Stored records
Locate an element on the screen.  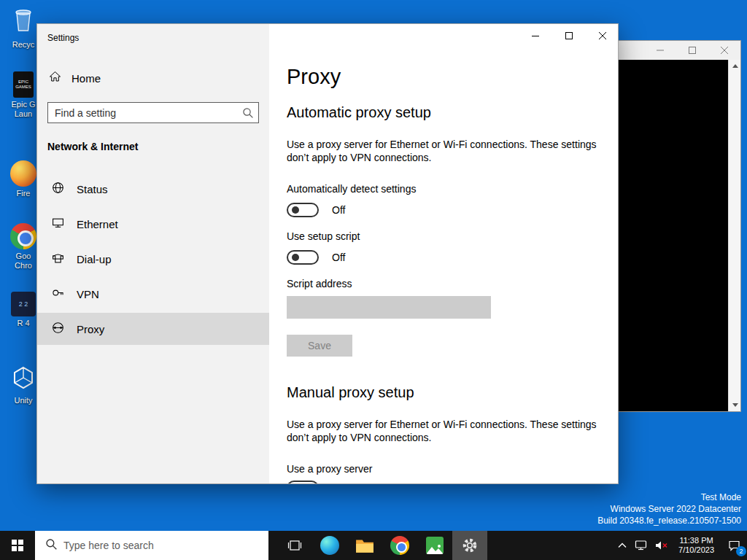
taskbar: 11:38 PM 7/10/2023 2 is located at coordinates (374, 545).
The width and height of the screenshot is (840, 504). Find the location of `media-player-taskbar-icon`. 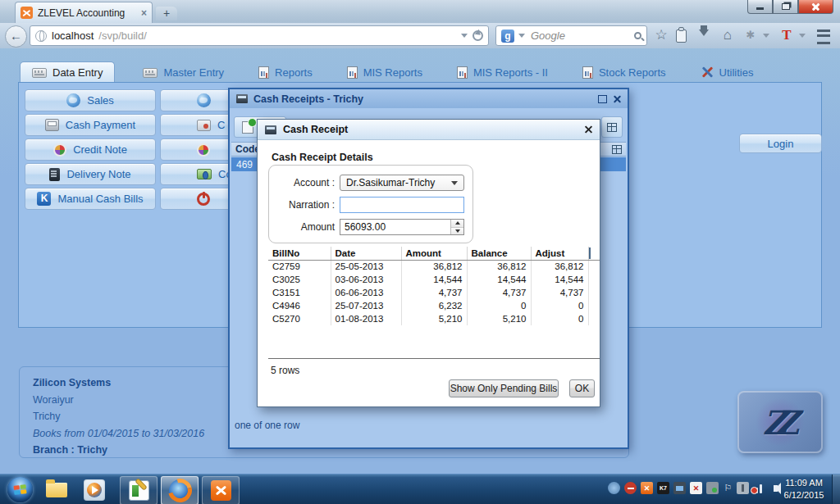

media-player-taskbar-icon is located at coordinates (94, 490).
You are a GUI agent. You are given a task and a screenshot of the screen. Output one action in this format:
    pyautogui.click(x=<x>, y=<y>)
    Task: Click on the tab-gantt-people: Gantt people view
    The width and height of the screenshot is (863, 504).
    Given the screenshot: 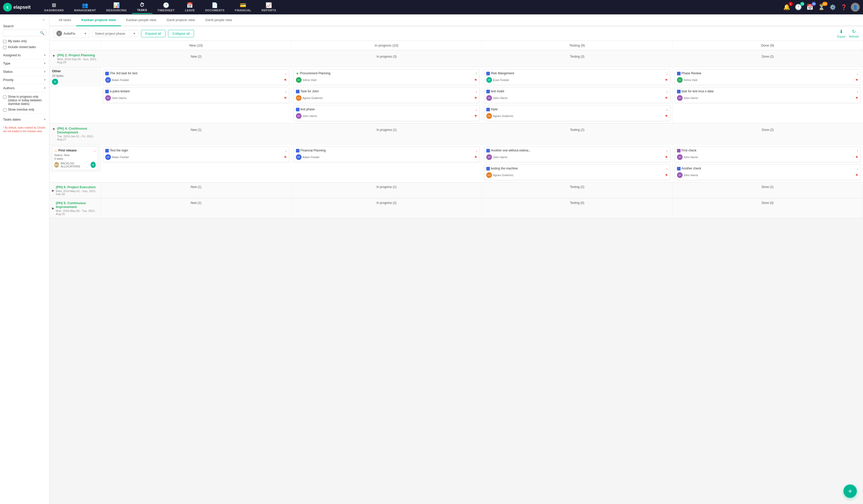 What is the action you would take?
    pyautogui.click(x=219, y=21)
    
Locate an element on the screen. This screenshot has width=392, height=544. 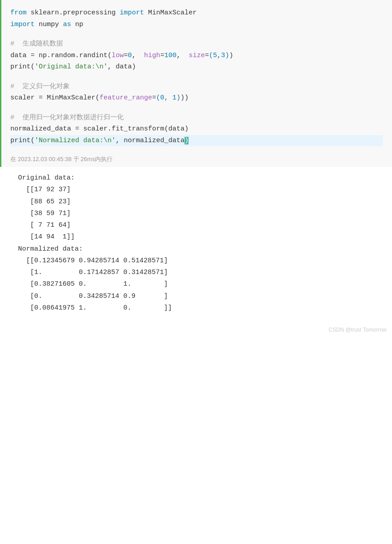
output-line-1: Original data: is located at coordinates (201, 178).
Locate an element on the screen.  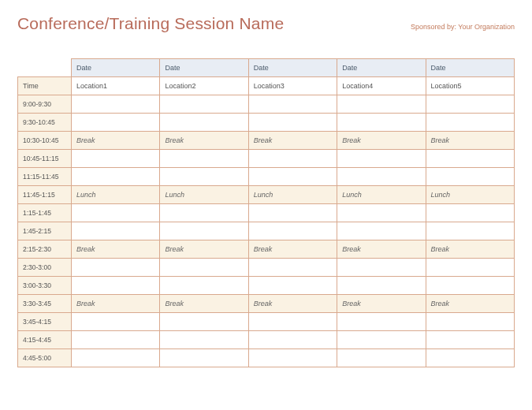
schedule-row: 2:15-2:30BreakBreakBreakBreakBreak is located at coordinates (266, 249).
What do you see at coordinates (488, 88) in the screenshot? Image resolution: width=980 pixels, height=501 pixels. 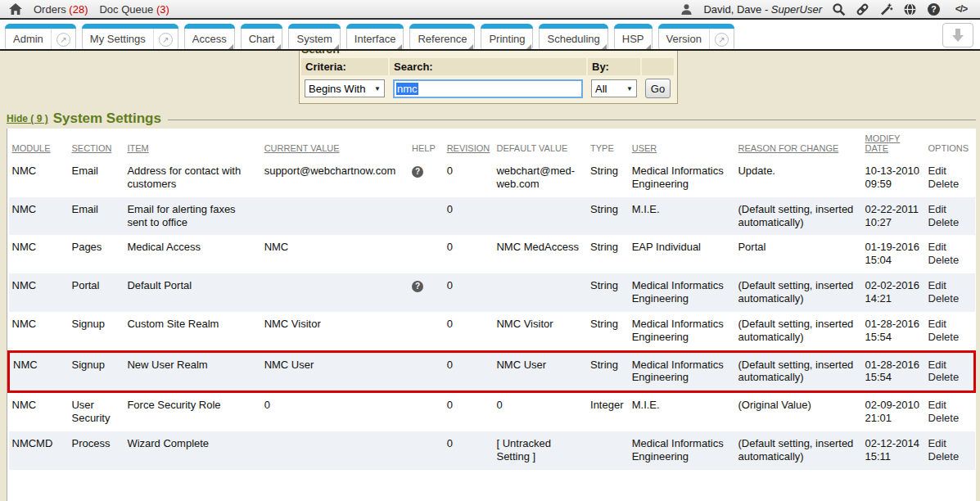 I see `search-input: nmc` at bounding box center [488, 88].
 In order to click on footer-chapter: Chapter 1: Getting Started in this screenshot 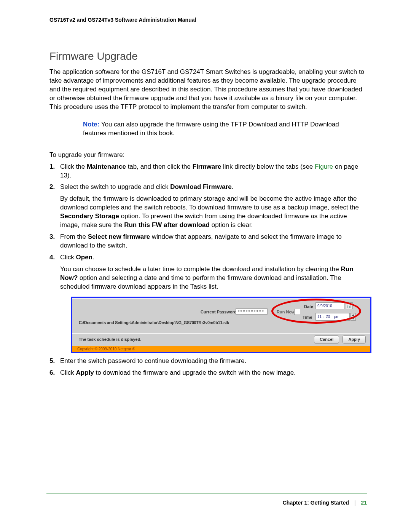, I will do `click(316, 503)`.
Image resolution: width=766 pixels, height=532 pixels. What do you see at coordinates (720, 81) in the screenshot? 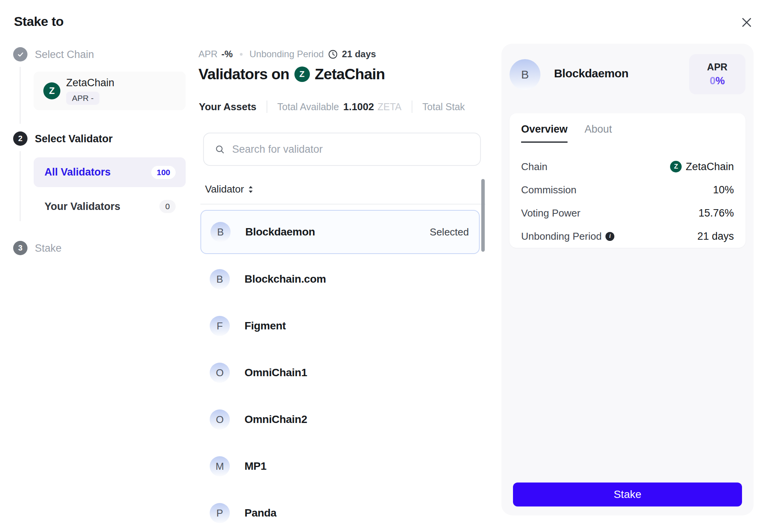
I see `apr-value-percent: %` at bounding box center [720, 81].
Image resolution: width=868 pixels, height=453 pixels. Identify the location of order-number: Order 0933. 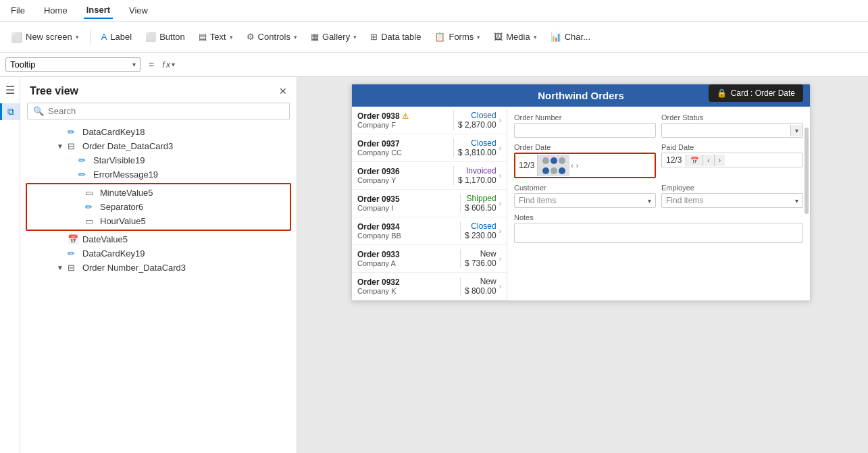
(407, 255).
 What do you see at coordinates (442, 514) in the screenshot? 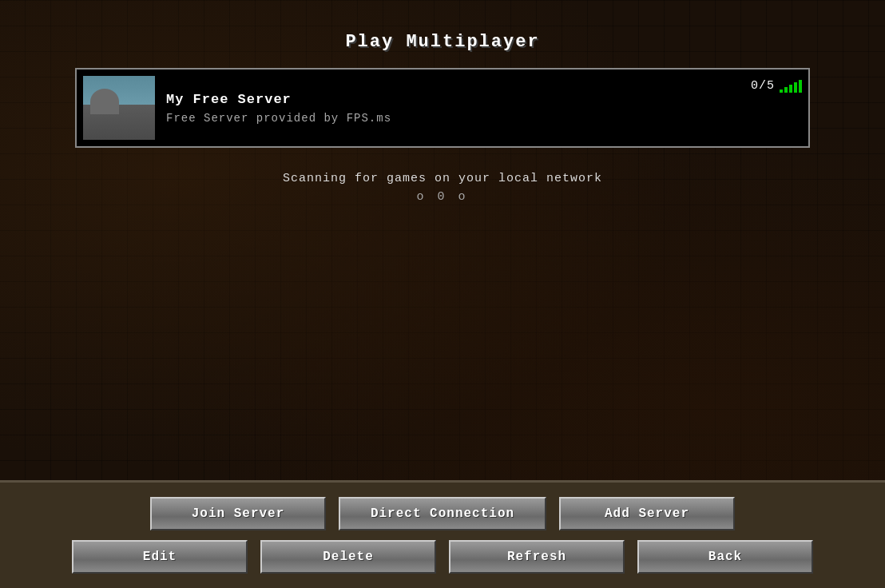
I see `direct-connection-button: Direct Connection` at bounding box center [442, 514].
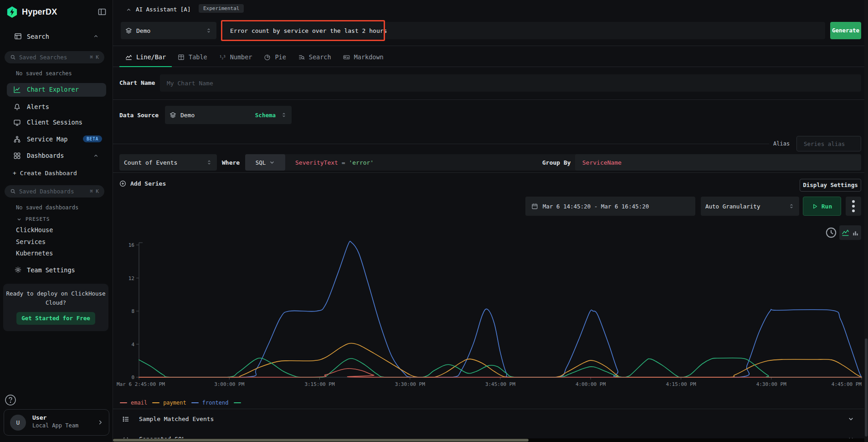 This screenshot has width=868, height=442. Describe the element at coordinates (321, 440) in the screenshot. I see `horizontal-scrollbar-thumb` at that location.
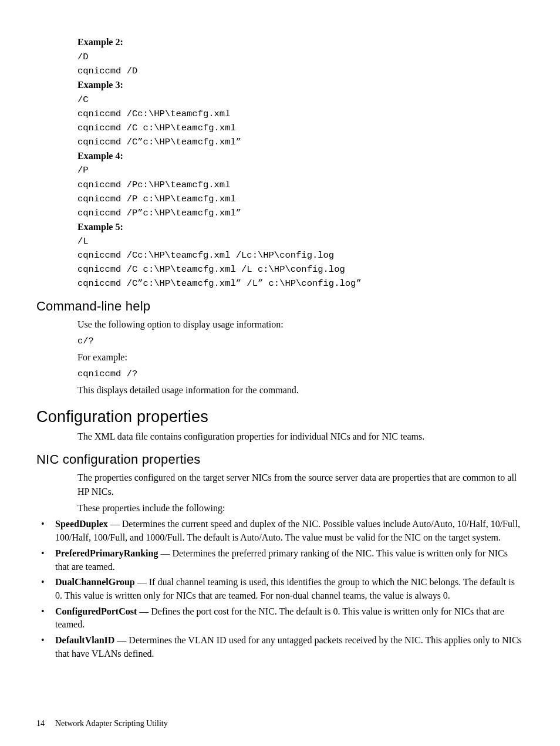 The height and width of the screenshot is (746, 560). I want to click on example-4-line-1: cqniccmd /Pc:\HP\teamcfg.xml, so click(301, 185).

__What you are asked to do__
In the records above, find the line that contains "What do you see at coordinates (442, 514)" and repeat exactly that line and all lines after it to the end. Do not include pictures.

__Finished task__
 What do you see at coordinates (442, 514) in the screenshot? 
I see `direct-connection-button: Direct Connection` at bounding box center [442, 514].
 This screenshot has width=868, height=442. Describe the element at coordinates (321, 440) in the screenshot. I see `horizontal-scrollbar-thumb` at that location.
 The height and width of the screenshot is (746, 560). I want to click on example-4-line-1: cqniccmd /Pc:\HP\teamcfg.xml, so click(301, 185).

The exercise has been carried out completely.